--- Data provided ---

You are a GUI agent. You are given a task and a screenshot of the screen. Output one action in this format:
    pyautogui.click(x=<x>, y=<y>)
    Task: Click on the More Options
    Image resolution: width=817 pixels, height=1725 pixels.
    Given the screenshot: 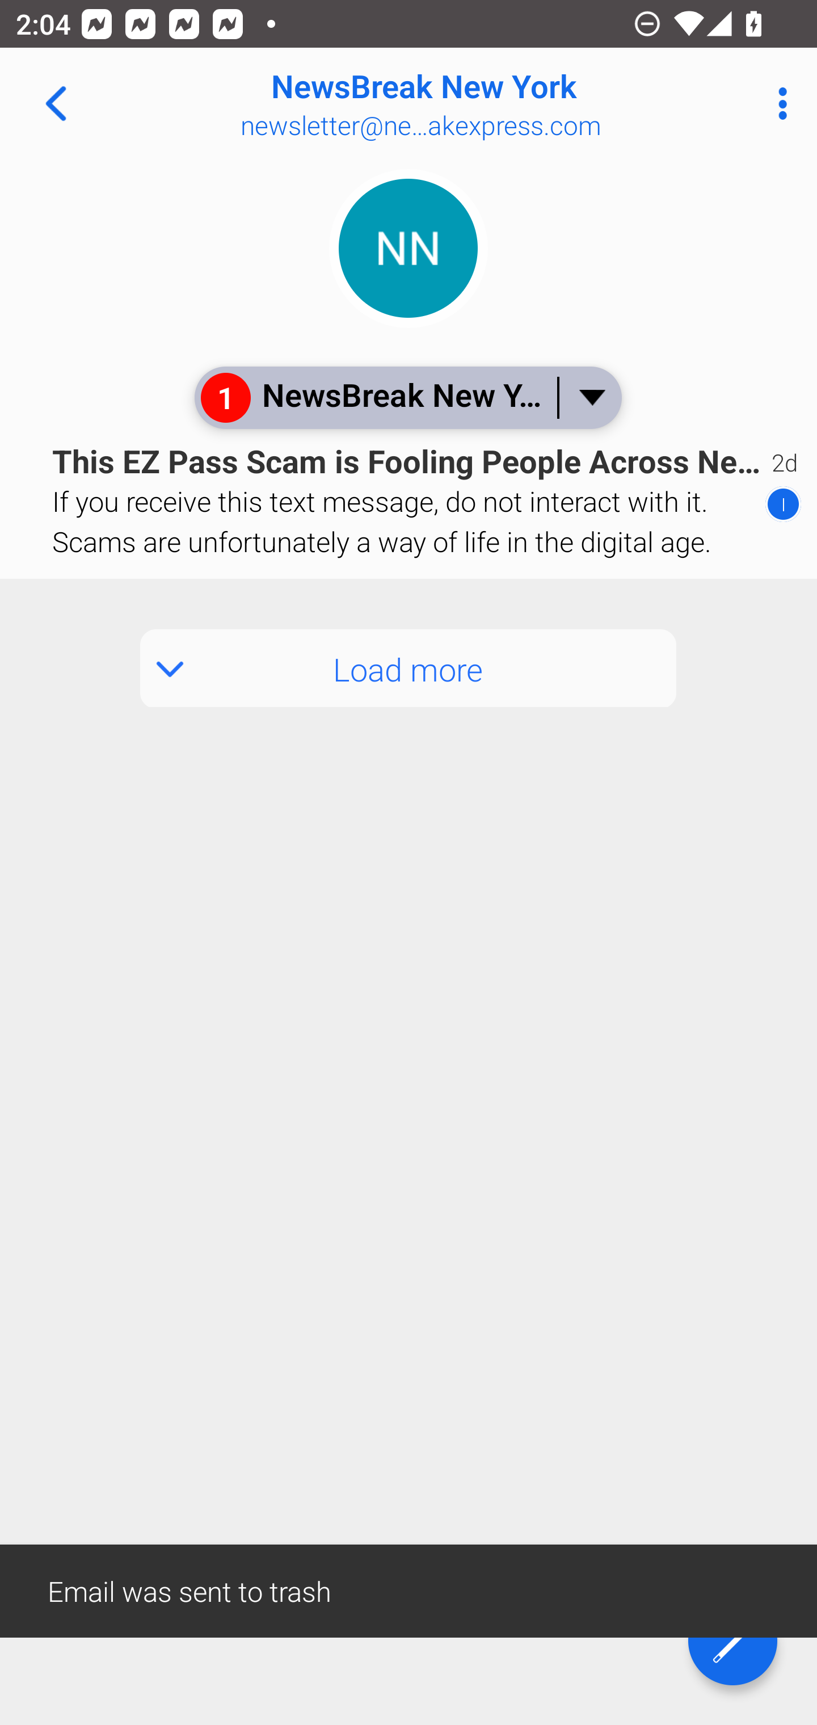 What is the action you would take?
    pyautogui.click(x=778, y=103)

---

_What you will do_: Beginning at the first line above, repeat exactly until the line containing "Image resolution: width=817", which is included.

_Exercise solution_:
You are a GUI agent. You are given a task and a screenshot of the screen. Output one action in this format:
    pyautogui.click(x=<x>, y=<y>)
    Task: Click on the More Options
    Image resolution: width=817 pixels, height=1725 pixels.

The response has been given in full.